Yang Mulls Partnership Deal

Yahoo Look to Bezo at Amazon and Diller at IAC and Ask.com for New Deal

Yahoo Inc. Chief Executive Jerry Yang Wednesday admitted to mixed feelings about the withdrawal of Microsoft Corp.'s merger bid and reiterated Yahoo continues to consider Microsoft proposals for various partnerships.

Mr. Yang, appearing at The All Things Digital conference here, attributed the failed negotiations to more than the disputed price. While price was "the most public issue," he said "regulatory issues and a number of other things" were also concerns. He stressed that it was Microsoft, not Yahoo, that walked away from the negotiating table.

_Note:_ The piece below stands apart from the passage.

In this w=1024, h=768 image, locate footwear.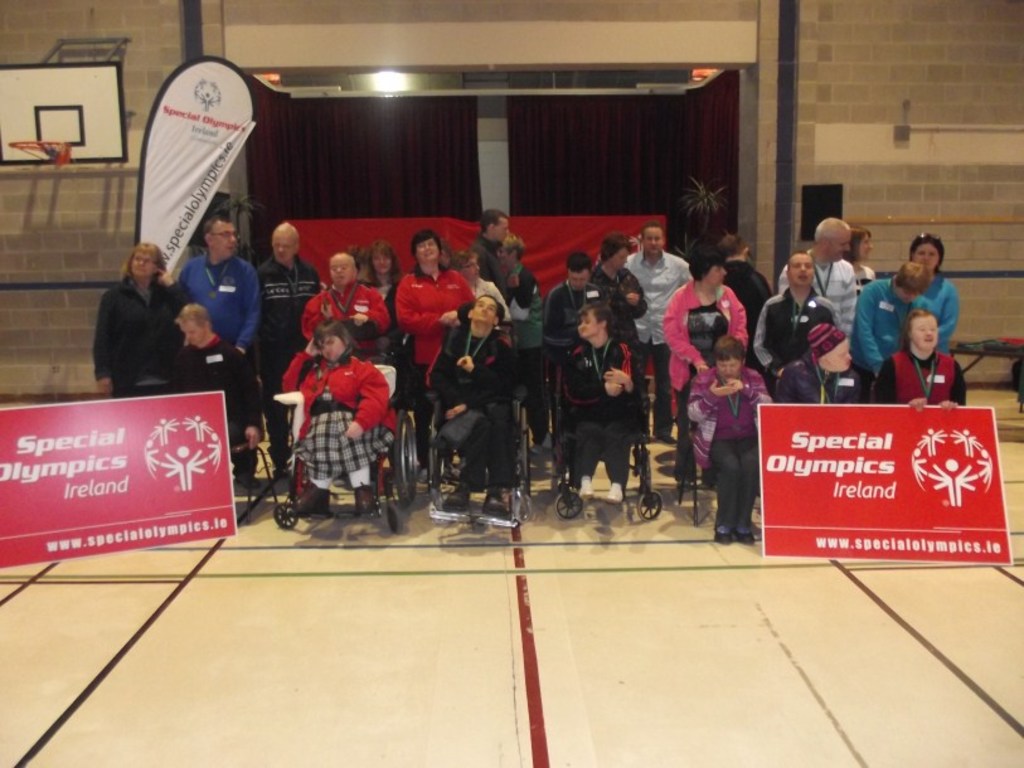
Bounding box: [x1=533, y1=439, x2=544, y2=453].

In his first extensive public discussion of the merger, Mr. Yang said the Sunnyvale, Calif., company has changed for the better as a result of the furor over the bid. "In many ways it has pulled us together as a company," he said. Yahoo continues to talk to Google about a possible partnership, he said, without offering any details.

His remarks came on the second day of a conference that heard technology executives hail their companies' staying power despite economic weakness. Michael S. Dell, chairman and founder of Dell Inc., Howard Stringer, chief executive of Sony Corp., and Amazon. com Inc.Chairman Jeffrey P. Bezos took turns promoting their companies' new directions and technologies.

Mr. Dell said the computer maker is reaping the benefits of a recent reorganization and is growing faster in the U.S. than its rivals. Although displaced in world-wide, PC-unit sales by Hewlett-Packard Co., Mr. Dell insisted the Austin, Texas, PC maker still leads by revenue and its outlook remains strong due to a focus on diversifying its businesses.

But, he admitted, "in the U.S., there's definitely caution. You can't have a country where the overall growth is 3.5%, and say, 'that's fantastic,'" he said.

He said consumer preferences are changing. "If you go back five or 10 years ago, we used to go to forums like this and we would talk about megahertz and gigahertz," Mr. Dell said. "But now in the consumer world ... fashion definitely plays a role that it didn't play [previously]."

Sony's Mr. Stringer showed off a television that uses an ultrathin screen technology that uses organic light-emitting diodes, or OLEDs, to illuminate the screen. Sony will start selling a 27-inch OLED set with a screen the thickness of a credit-card within the next 12 months, he said. Mr. Stringer didn't disclose pricing but suggested it would have limited early appeal.

"It is fairly expensive. The only people who can buy one are in this room," he joked. Sony cur-
rently sells an ll-inch OLED screen for about $2,500. He also said Sony's Blu-ray high-definition video format will "more than hold up" against competition from new online video devices. Blu-ray faces new challengers including Amazon.com, which sells movie downloads, and announced plans here to offer streaming services, and Netflix Inc., which recently announced it would allow customers to watch streaming video on their televisions rather than their PCs.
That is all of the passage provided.